Rod Johnson claims that the main reason you'd want to use a Session Facade is if you're doing container managed transactions - which aren't necessary with more modern frameworks (like Spring.)
He says that if you have business logic - put it in the POJO. (Which I agree with - I think its a more object-oriented approach - rather than implementing a session EJB.)
http://forum.springframework.org/showthread.php?t=18155
Happy to hear contrasting arguments.
It seems that whenever you talk about anything J2EE related - there are always a whole bunch of assumptions behind the scenes - which people assume one way or the other - which then leads to confusion. (I probably could have made the question clearer too.)
Assuming (a) we want to use container managed transactions in a strict sense through the EJB specification then
Session facades are a good idea - because they abstract away the low-level database transactions to be able to provide higher level application transaction management.
Assuming (b) that you mean the general architectural concept of the session façade - then
Decoupling services and consumers and providing a friendly interface over the top of this is a good idea. Computer science has solved lots of problems by 'adding an additional layer of indirection'.
Rod Johnson writes "SLSBs with remote interfaces provide a very good solution for distributed applications built over RMI. However, this is a minority requirement. Experience has shown that we don't want to use distributed architecture unless forced to by requirements. We can still service remote clients if necessary by implementing a remoting façade on top of a good co-located object model." (Johnson, R "J2EE Development without EJB" p119.)
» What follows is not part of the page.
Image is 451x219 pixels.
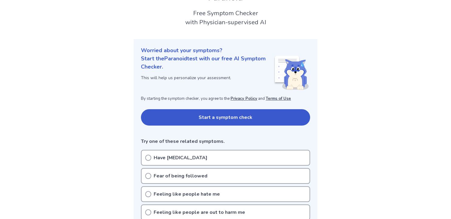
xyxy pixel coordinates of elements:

Assuming (c) that you consider the EJB specification (and in particular the session façade component) to be a blight on the landscape of good design then:
Rod Johnson writes
"In general, there are not many reasons you would use a local SLSB at all in a Spring application, as Spring provides more capable declarative transaction management than EJB, and CMT is normally the main motivation for using local SLSBs. So you might not need th EJB layer at all. " http://forum.springframework.org/showthread.php?t=18155
In an environment where performance and scalability of the web server are the primary concerns - and cost is an issue - then the session facade architecture looks less attractive - it can be simpler to talk directly to the datbase (although this is more about tiering.)